Abstract

BackgroundMechanical properties of tissue-engineered cartilage and a variety of endogenous cartilage were measured. The main goal was to evaluate if the tissue-engineered cartilage have similar mechanical characteristics to be replaced with rib cartilage in microtia reconstruction. Such study lays the foundation for future human clinical trials for microtia reconstruction. MethodAtomic force microscopy and compression testing were used to measure the viscoelasticity of tissue-engineered cartilage (stem cell seeded on Poly lactic co-glycolytic acid nanofibers and Pellet) and endogenous cartilage: conchal bowl, microtic ears, preauricular remnants, and rib. Atomic force microscopy, calculates biomaterial elasticity through force-deformation measurement and Hertz model. Compression testing determines the stress relaxation by measuring slope of stress reduction at 10% strain. FindingTissue-engineered cartilage demonstrated elasticity (4.6kPa for pellet and 6.6kPa for PLGA) and stress relaxation properties (7.6 (SD 1.1) kPa/s for pellet) most similar to those of native conchal bowl cartilage (31.8 (SD 18) kPa for the elasticity and 15.1 (SD 2.1) kPa/s for stress relaxation factor). Rib cartilage was most dissimilar from the mechanical characteristics of conchal cartilage and demonstrated the highest elastic modulus (361 (SD 372) kPa). Moreover, except preauricular cartilage samples, the level of elastic modulus increased with age. InterpretationThe use of tissue-engineered cartilage developed via PLGA and Pellet methods, may be an appropriate substitute for rib cartilage in the reconstruction of microtic ears, however their mechanical characteristics still need to be improved and require further validation in animal studies.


EXERCISE INSTRUCTIONS ▸ Wherever the line with "Identify the location of span: 26." sits in the listing below, transcribe from it up to and including the line with "What do you see at coordinates (666, 311)", exactly, and leave the remaining lines out.

[Opening EXTRACTED DATA section]

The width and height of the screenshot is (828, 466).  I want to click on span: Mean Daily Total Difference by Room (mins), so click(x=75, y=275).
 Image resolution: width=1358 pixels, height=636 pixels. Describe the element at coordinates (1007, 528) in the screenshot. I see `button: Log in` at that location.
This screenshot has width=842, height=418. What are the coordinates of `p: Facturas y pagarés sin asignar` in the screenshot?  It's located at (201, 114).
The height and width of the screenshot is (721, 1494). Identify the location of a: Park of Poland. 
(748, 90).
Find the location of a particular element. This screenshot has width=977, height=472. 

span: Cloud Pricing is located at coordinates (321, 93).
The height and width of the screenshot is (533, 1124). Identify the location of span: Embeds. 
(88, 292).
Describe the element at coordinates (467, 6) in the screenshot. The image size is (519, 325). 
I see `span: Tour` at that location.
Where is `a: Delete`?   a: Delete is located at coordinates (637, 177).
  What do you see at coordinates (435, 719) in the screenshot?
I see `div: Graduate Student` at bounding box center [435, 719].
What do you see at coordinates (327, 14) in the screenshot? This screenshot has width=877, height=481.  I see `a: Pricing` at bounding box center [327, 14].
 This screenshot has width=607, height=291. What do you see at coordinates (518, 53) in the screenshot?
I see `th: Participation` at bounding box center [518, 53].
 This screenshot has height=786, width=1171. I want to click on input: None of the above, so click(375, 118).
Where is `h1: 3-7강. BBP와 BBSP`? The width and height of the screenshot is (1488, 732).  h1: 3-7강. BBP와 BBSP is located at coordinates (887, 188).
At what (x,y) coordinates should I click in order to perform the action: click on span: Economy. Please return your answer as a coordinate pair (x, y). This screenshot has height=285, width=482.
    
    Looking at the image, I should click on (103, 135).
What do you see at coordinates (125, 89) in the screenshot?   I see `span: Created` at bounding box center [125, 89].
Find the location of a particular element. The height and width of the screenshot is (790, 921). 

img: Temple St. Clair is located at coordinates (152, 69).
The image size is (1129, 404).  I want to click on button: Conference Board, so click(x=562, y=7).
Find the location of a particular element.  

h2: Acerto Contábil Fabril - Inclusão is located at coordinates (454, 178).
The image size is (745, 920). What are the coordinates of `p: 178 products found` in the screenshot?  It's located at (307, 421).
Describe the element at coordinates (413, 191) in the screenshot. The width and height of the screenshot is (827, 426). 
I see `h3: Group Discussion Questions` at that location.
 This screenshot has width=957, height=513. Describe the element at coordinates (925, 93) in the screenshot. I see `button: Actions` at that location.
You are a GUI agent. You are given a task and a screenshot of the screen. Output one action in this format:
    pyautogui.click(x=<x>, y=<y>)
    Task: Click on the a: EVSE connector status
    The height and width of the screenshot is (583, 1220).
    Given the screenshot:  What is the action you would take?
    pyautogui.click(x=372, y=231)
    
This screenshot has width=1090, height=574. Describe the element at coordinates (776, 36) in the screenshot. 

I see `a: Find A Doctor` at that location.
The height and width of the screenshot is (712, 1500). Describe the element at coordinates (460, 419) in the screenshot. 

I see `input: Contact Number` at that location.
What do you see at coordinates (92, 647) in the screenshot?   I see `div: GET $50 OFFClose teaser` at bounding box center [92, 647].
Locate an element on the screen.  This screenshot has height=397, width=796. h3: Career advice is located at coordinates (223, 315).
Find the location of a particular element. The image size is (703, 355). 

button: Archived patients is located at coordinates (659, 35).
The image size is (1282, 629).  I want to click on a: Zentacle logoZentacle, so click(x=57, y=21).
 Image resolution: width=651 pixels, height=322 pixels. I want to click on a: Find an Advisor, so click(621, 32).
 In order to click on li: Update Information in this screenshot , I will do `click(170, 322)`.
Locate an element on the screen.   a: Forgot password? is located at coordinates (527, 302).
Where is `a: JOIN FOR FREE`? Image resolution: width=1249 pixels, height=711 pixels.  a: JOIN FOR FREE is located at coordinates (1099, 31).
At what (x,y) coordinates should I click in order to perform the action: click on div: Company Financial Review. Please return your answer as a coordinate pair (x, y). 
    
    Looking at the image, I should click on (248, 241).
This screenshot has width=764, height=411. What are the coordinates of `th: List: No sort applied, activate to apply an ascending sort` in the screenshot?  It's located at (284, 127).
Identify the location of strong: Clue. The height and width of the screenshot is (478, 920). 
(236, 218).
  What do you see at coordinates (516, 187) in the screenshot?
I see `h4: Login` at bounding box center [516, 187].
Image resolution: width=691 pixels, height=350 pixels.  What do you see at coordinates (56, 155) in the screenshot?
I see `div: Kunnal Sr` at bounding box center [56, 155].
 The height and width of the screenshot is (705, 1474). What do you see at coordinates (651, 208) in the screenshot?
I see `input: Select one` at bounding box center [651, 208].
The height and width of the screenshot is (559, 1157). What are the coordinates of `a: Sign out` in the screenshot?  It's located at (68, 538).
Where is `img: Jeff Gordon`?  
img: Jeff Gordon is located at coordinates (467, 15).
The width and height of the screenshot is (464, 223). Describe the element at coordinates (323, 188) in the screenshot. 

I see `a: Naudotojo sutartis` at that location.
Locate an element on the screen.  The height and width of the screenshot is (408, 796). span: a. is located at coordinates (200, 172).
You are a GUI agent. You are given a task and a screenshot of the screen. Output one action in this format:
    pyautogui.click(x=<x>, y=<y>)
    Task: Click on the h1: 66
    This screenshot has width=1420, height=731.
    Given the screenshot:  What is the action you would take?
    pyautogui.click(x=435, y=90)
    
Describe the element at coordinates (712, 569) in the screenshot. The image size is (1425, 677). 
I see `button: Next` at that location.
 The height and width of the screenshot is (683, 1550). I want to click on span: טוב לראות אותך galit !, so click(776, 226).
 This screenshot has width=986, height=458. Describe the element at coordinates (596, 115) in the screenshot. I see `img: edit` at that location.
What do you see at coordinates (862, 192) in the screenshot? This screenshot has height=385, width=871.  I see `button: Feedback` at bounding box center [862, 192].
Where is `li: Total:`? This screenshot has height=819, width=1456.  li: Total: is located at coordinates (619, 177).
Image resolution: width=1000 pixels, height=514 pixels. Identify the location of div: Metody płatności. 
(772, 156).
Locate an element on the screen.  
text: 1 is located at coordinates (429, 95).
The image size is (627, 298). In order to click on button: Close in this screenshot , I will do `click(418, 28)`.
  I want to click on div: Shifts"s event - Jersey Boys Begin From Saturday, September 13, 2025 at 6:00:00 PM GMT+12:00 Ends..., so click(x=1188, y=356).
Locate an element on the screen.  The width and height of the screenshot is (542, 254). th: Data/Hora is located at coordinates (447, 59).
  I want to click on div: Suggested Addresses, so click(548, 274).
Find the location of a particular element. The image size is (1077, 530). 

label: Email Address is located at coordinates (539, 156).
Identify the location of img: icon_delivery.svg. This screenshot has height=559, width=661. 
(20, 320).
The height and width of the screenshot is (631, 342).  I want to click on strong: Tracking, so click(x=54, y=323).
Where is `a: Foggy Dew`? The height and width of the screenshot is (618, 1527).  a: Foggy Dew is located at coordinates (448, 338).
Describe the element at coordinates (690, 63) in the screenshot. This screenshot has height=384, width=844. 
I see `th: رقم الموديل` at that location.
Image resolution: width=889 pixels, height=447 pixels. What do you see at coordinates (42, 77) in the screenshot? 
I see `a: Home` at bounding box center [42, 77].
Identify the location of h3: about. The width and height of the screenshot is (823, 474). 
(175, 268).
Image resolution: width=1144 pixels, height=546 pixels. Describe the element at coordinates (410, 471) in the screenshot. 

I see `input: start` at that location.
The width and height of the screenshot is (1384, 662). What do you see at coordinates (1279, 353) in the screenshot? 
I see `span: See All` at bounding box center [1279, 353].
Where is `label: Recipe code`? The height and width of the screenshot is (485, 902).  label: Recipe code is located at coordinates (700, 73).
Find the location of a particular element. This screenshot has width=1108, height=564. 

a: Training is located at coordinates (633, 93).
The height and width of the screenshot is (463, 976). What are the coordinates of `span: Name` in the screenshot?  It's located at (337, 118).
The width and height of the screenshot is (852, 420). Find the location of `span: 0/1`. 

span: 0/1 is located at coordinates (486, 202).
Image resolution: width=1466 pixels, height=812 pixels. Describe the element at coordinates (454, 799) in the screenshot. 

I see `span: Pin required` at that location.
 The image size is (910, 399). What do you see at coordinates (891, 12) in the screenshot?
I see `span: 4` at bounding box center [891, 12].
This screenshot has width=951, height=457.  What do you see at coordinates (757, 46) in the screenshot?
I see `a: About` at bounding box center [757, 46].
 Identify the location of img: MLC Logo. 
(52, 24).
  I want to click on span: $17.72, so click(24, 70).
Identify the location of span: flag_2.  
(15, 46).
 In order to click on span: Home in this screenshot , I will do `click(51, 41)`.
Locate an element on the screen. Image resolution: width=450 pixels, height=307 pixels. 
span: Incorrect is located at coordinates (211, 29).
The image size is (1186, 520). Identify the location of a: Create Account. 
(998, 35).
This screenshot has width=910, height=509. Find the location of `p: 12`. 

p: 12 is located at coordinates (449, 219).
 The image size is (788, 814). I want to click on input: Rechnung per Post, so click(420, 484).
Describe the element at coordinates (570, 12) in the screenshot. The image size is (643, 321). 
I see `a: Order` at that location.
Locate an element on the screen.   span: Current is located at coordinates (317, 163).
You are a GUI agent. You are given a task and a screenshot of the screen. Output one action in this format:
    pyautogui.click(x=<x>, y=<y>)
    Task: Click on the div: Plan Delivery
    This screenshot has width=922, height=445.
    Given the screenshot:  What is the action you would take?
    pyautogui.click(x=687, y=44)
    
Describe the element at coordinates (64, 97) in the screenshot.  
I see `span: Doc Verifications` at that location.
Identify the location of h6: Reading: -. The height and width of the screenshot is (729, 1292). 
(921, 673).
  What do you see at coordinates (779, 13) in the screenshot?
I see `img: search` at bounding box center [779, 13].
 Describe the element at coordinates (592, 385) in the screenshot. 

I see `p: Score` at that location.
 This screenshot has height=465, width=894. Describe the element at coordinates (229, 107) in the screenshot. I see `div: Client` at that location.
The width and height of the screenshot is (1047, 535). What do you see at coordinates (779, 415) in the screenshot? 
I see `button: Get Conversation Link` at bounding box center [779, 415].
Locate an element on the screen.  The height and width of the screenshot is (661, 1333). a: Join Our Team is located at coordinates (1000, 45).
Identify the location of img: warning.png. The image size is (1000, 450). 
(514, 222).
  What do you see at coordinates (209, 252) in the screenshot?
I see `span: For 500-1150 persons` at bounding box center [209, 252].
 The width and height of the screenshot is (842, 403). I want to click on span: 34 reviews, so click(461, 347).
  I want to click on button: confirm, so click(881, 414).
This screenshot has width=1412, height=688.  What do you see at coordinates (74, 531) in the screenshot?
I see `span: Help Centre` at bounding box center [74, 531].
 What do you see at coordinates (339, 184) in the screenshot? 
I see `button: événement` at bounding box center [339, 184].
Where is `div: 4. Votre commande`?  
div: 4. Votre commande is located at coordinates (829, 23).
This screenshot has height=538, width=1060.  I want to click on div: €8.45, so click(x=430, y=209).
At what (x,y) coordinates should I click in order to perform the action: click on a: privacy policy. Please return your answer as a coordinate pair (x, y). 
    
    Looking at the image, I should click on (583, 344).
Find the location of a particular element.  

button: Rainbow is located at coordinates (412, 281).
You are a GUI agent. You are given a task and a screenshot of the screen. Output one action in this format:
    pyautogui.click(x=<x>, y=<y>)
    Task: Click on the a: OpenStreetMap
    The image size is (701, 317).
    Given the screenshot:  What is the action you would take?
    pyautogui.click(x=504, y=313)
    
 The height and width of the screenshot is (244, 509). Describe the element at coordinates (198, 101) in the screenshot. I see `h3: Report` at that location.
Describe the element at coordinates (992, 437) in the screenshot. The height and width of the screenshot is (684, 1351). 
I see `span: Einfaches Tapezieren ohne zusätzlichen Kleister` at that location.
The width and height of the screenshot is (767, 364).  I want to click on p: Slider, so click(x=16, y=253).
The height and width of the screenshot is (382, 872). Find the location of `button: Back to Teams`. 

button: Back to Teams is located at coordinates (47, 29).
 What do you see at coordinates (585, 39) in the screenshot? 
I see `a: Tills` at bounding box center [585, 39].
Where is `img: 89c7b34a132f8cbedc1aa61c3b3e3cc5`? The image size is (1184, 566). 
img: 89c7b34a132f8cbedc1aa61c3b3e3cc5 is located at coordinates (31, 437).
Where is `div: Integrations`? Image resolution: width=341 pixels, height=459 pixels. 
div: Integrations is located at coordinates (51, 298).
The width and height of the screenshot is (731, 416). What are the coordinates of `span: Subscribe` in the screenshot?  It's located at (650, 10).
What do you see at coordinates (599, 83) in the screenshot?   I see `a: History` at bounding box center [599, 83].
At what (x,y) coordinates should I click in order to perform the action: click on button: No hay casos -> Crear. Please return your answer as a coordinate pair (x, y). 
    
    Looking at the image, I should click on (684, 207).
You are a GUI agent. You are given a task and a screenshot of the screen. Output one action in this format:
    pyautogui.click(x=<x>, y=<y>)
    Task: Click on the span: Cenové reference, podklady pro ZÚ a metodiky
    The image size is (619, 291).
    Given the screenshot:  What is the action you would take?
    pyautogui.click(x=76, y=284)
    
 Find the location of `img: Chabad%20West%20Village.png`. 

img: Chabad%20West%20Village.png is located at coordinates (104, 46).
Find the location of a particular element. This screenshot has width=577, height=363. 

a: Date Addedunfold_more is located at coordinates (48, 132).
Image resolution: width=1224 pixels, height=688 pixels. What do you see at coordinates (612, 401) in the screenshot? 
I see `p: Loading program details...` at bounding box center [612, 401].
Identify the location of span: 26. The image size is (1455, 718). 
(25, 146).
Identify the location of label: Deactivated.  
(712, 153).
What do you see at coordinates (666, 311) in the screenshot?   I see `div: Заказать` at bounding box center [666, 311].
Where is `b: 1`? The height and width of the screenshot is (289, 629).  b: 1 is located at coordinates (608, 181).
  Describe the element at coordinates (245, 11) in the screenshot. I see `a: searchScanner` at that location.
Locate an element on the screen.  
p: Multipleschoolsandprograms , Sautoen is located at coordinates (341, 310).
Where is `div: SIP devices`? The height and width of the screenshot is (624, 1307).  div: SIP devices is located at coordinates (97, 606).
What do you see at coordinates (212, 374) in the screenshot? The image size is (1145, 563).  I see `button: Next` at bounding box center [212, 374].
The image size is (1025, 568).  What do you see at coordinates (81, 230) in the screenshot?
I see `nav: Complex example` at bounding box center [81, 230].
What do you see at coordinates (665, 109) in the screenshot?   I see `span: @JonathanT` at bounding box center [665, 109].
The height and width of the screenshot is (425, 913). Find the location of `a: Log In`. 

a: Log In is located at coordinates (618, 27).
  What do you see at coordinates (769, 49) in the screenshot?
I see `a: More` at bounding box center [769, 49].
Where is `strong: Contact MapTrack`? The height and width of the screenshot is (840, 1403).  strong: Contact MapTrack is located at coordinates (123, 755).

[Closing EXTRACTED DATA section]

SOLUTION TO THE PROBLEM ▸
Identify the location of span: 26. The image size is (1455, 718). 
(25, 146).
Identify the location of label: Deactivated.  
(712, 153).
What do you see at coordinates (666, 311) in the screenshot?   I see `div: Заказать` at bounding box center [666, 311].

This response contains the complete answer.